In the end consumer staples, basic material, and industrial shares led the gains. Utilities and telecoms were the losers as the only two of the 10 major industry groups that failed to end on the plus side. Financials were whipsawed, down as much as 4.2% from their day’s peak but ended up closing just 1.6% below the session’s apex – the group closed the session higher by roughly 0.8%.
Ten stocks rose for very seven that declined on the NYSE. Some 1.5 billion shares traded on the NYSE Composite, 16% higher than the six-month average.
Market Activity for November 2, 2009
Banking Industry Issues – and That Means Economic Issues
The WSJ reported on Saturday that regulators have issued guidelines that allow banks to term commercial real estate loans as “performing” even when the underlying property values have fallen below the loan amount. This is not a reversal of existing rules, but does provide more clarity as banks struggle to deal with the erosion in commercial RE assets.
This increased clarity is not that all that much different from the change to mark-to-market (specifically FASB 157) accounting that offered greater lucidity (at the time with regard to troubled residential loans) and stopped the regulation from artificially destroying capital positions within the banking system. If banks are going to hold assets (a loan) to maturity, so long as the interest and principal payments are current, why write them down to distressed prices and destroy capital? It would only cause additional economic harm – and indeed it did.
But also recall, before that I was conspicuously in favor of the original TARP. That program would have used an RTC-style structure to remove bad assets from banks’ books and placed them in an account that the government would run -- hold assets for 5-10 years, however long it takes, until the RE market normalizes and sell them off. Regulators can provide increased levels of clarity, and that is helpful, but it doesn’t change the fact that banks still carry a lot of troubled loans on their books.
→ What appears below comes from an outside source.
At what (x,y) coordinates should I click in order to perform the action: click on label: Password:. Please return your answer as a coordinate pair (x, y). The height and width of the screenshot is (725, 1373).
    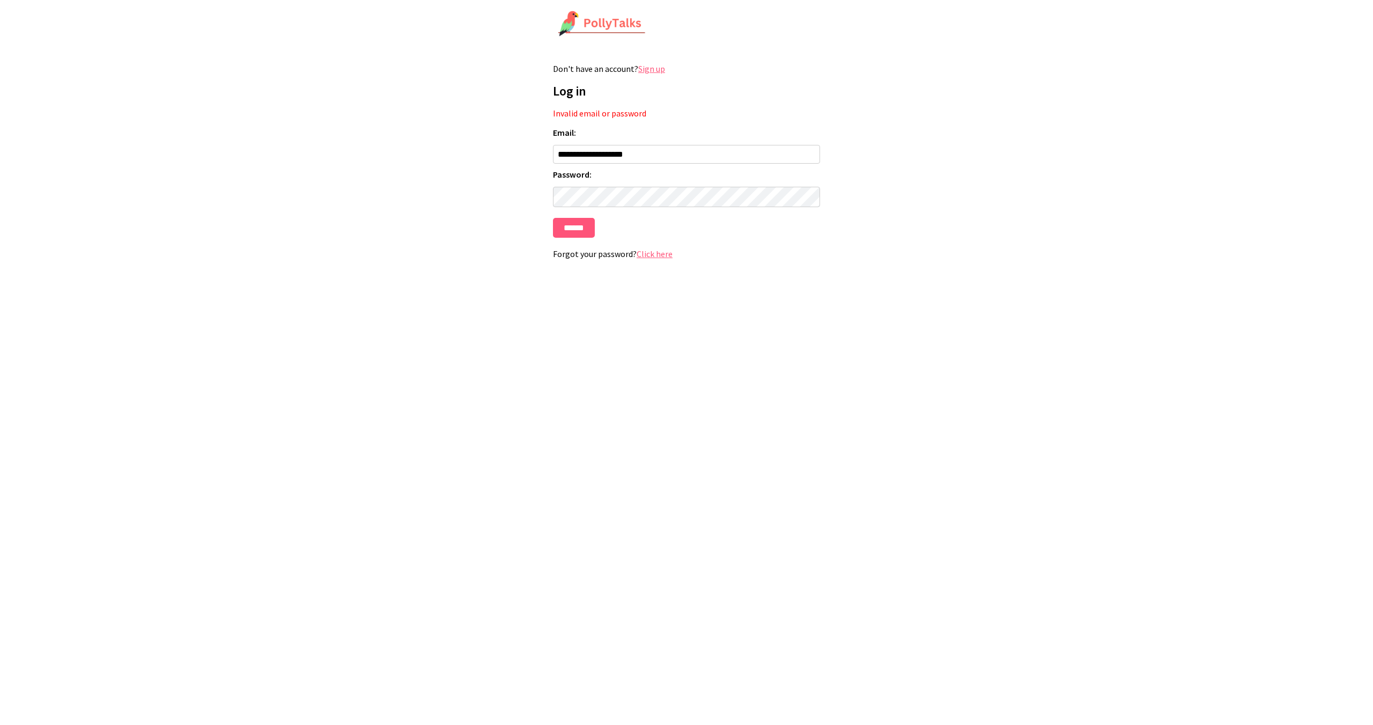
    Looking at the image, I should click on (687, 174).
This was Bill Seidman’s Resolution Trust Corp. back in the very early 1990s that proved so successful, it made a profit for the government, and that is the point – doing what history has shown to work. Unfortunately, TARP was changed to this idiot idea of injecting government money into the banking system – we expressed a steadfast objection to this move back in the winter of 2008. It was changed because the original TARP plan was seen as too plodding, but it may very well have been up and running by now – if so, we may just be on the road to a somewhat more normal environment.
The overall reality though is that commercial RE defaults are a ticking bomb for a large portion of the banking system that the market seems to be ignoring – a lot of risks have been ignored of late but this is what an easy-money/ZIRP does, it distorts markets. The larger issue now is that without an RTC-style program banks will be saddled with bad assets for some time to come and that means little to no credit expansion. In the world of intense government intervention we currently find ourselves, an RTC-style solution would have been much less damaging than many of the things we have tried (and continue to try).
We are in a nasty situation here and the investor needs to come to grips with the reality on the ground, you just can’t casually move out along the risk curve as if this were a normal business-cycle expansion, or a typical political environment.
ISM Manufacturing
The Institute for Supply Management’s manufacturing index rose to 55.7 in October (highest since April 2006), up nicely from 52.6 printed in September – the reading blew by the expectation of 53.0.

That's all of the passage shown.